This week, I read this passage in the Economist:
This in turn sparked huge and occasionally destabilising flows of cross-border capital and a massive burst of credit creation. Total credit in the American economy passed $1 trillion in 1964; by 2007, it had exceeded $50 trillion.
This debt explosion showed up not in consumer prices but in asset prices, notably in property. The cycle was self-reinforcing: banks lent money to people to buy property, causing prices to rise, making banks more willing to lend, and so on.
It got me to thinking. To understand the modern economy, you have to account for the general uptrend in availability and cost of credit as described above. The fact that the supply of money has an effect on valuation of assets is simultaneously obvious and also deeply strange and unsettling in highlighting that the notion of valuation is inherently unstable.
To see why, let’s step back and think of valuation. In simplest form, valuation is simply where supply meets demand, but the precursor question to that is how are the supply and demand functions set. Among the approaches to valuation, let ‘s talk about two.
The first is a function of the discounted cash flows of the specific asset to be valued; the second is driven by the ease and availability of credit in the economic generally. Where it gets interesting is when these two co-exist for the same asset and/or where there are both financial buyers (who are relatively indifferent to the asset other than as a store of value) and physical buyers (who will use the asset).
The most obvious place in our everyday lives where this is true is with housing. One method of deciding a fair price to pay is figuring out the sum of discounted cash flows of what you could get (or would have to pay) if you rented the place. Alternatively, you can just figure out what you can pay for something you like: the lower the interest rates are and the more credit is available, the more debt the buyer would be able to handle and the more she can pay. The latter approach — considering what we could pay versus what we would rent it out at — wins out more in our economic culture.
In one sense, one can say it doesn’t matter which approach wins, as long from an individual level the risk is appreciated. But, if you pay more than a home is worth from a rent/cash flow perspective because of a credit boom, then when the credit boom is over, you might find yourself deep underwater. That’s where we are today and have been for the last five years in the economy. So, the rub is that it does matter from a societal perspective, because distortions in valuation can have a serious aggregate economy-wide impact when they are way out of whack. In other words, serious trouble can result if the game changes.
With the historical growth in credit, the credit approach to valuation seems to be more and more dominant in our economy, even beyond property. The leverage needs a place to go. For more and more markets, there seem to be both physical users as well as financial investors looking at the same asset. What may have been at one point actual physical markets with a little bit of hedging are becoming deeper financial markets.
You see this play out in oil, coffee, food stuffs, private equity (the market for companies), in addition to real-estate. More and more, such markets that, in the past, were driven by fundamental supply and demand from physical users are flooded with money from non-physical user investors. These latter users are playing a different game — they are not necessarily concerned whether the underlying physical markets justify a valuation, but instead interested at their entry price and the attractiveness of the exit price.
On one hand, this is a problem in that it causes issues for buyers who need the physical goods. So, why should individuals pay more for coffee or gas because of “speculators?” On the other hand, those speculators/investors would argue that they are adding liquidity to the market, and give physical users a way to hedge and transfer some pricing risk. These are not just problems for little people, filling up their gas tanks or paying an extra nickel for their cup of coffee: big companies regularly complain about speculation in their input markets. For examples, airlines have been screaming about oil markets, and Starbucks has been complaining about the market in coffee beans.
These are real and hard questions. This post does not answer them. But here’s the lesson as players in non-financial markets. It’s important to know what game you are playing — when you are selling or purchasing something, is the market being driven by cash flows, credit, or something else. If you’re going to have to sell the asset, are the rules of valuation in the market going to change? Are the valuations suggested by underlying cash flows and credit so out of whack that there is a lot of risk that things might readjust during your time frame?
These are important questions to consider because if the game changes on you, you can end up being the one played.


**PROBLEM DESCRIPTION**.
Search the entries for the word "span" and return every line where it is found.

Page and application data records
'''

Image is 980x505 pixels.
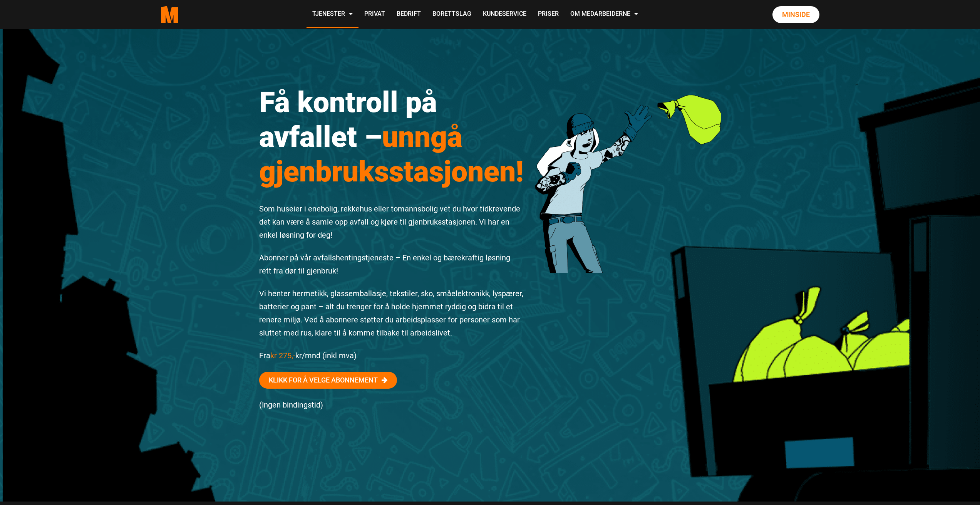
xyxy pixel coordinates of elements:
a: Klikk for å velge abonnement [259,372,397,388]
a: Borettslag [427,1,477,28]
p: Vi henter hermetikk, glassemballasje, tekstiler, sko, småelektronikk, lyspærer, batterier og pant... [259,287,524,339]
p: Som huseier i enebolig, rekkehus eller tomannsbolig vet du hvor tidkrevende det kan være å samle ... [259,202,524,241]
a: Privat [358,1,391,28]
a: Minside [772,6,819,23]
h1: Få kontroll på avfallet – [259,84,524,189]
span: kr 275,- [271,351,295,360]
a: Tjenester [307,1,358,28]
p: Fra kr/mnd (inkl mva) [259,349,524,362]
span: unngå gjenbruksstasjonen! [259,120,524,188]
a: Kundeservice [477,1,532,28]
p: Abonner på vår avfallshentingstjeneste – En enkel og bærekraftig løsning rett fra dør til gjenbruk! [259,251,524,277]
a: Priser [532,1,565,28]
p: (Ingen bindingstid) [259,398,524,411]
img: 201222 Rydde Karakter 3 1 [535,68,721,273]
a: Om Medarbeiderne [565,1,644,28]
a: Bedrift [391,1,427,28]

'''

**RESPONSE TO THE TASK**.
span: kr 275,- [271,351,295,360]
span: unngå gjenbruksstasjonen! [259,120,524,188]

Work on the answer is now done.